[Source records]
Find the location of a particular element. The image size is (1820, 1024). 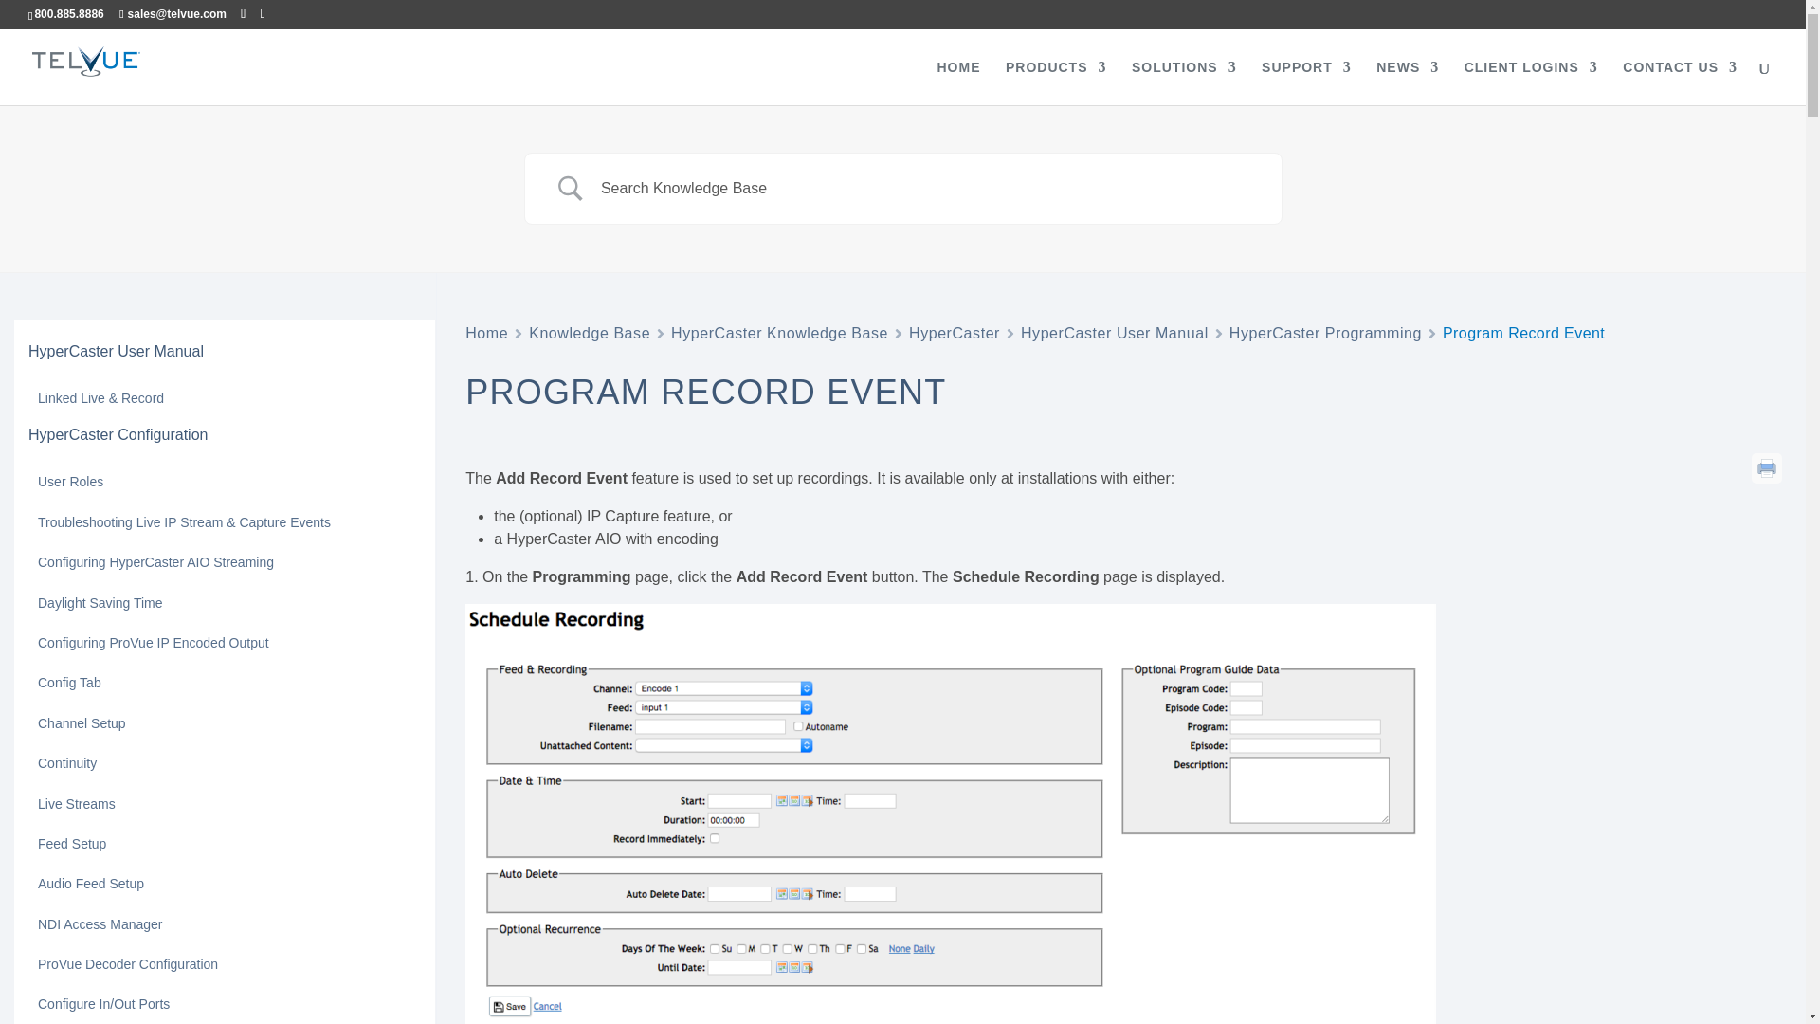

Knowledge Base is located at coordinates (590, 334).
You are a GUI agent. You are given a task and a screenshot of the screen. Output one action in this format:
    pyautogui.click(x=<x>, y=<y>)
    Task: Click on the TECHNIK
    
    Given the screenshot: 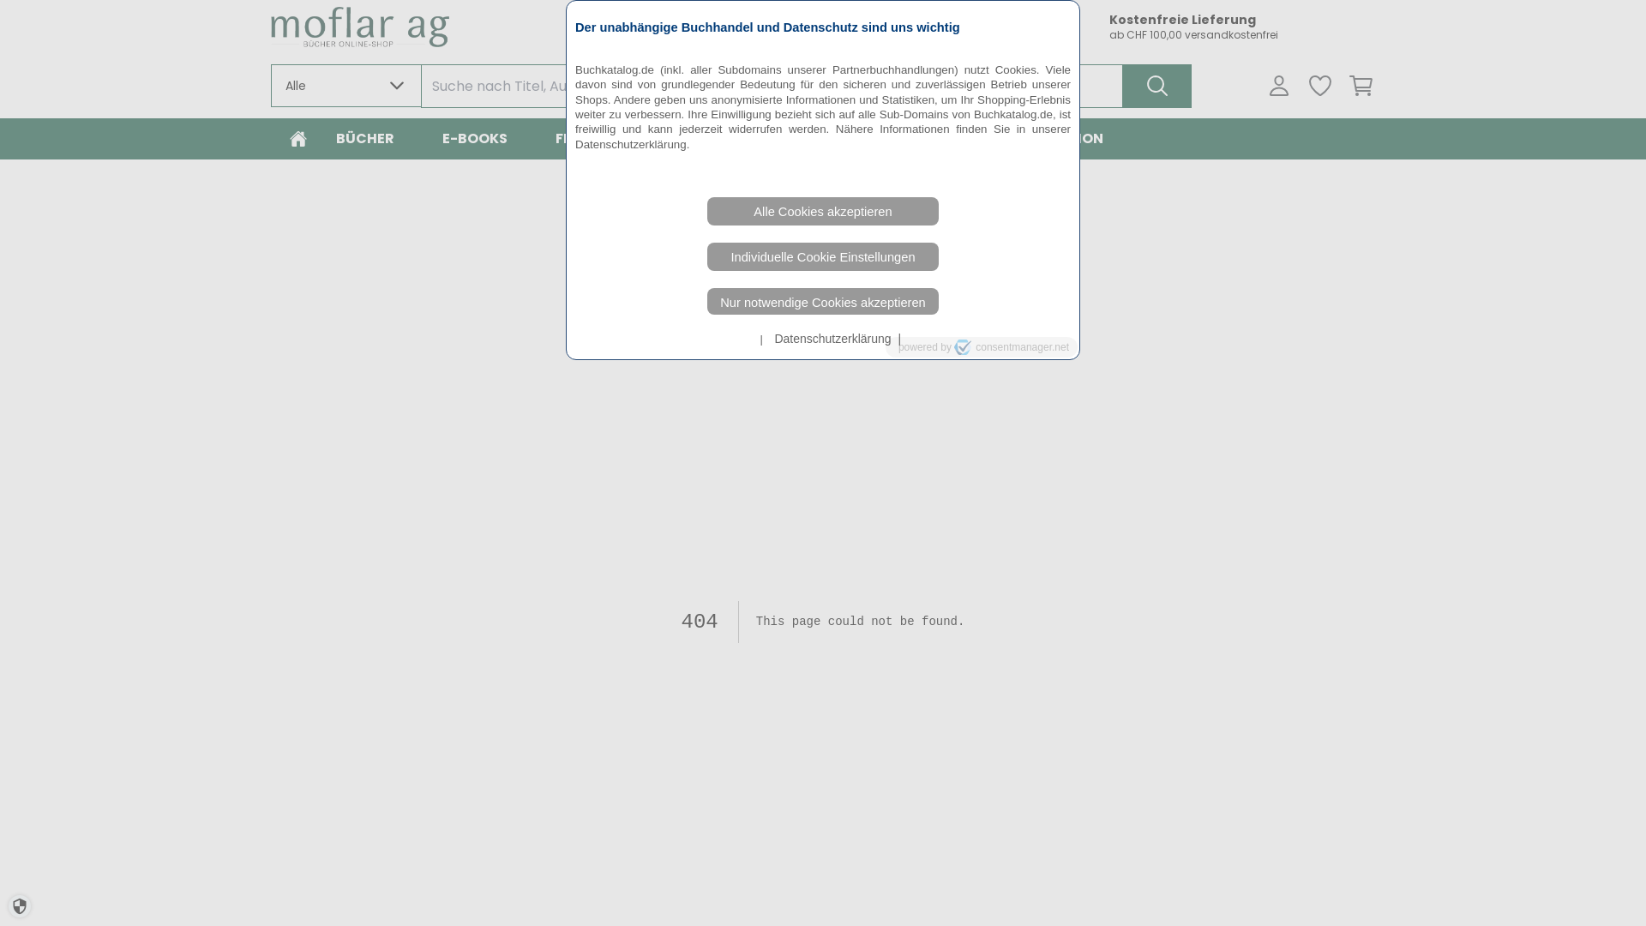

WORK REQUEST: Copy the records exactly. Skip the pictures.

WORKED SOLUTION:
Find the location of a particular element. The image size is (1820, 1024). 

Knowledge Base is located at coordinates (590, 334).
You are a GUI agent. You are given a task and a screenshot of the screen. Output one action in this format:
    pyautogui.click(x=<x>, y=<y>)
    Task: Click on the TECHNIK
    
    Given the screenshot: 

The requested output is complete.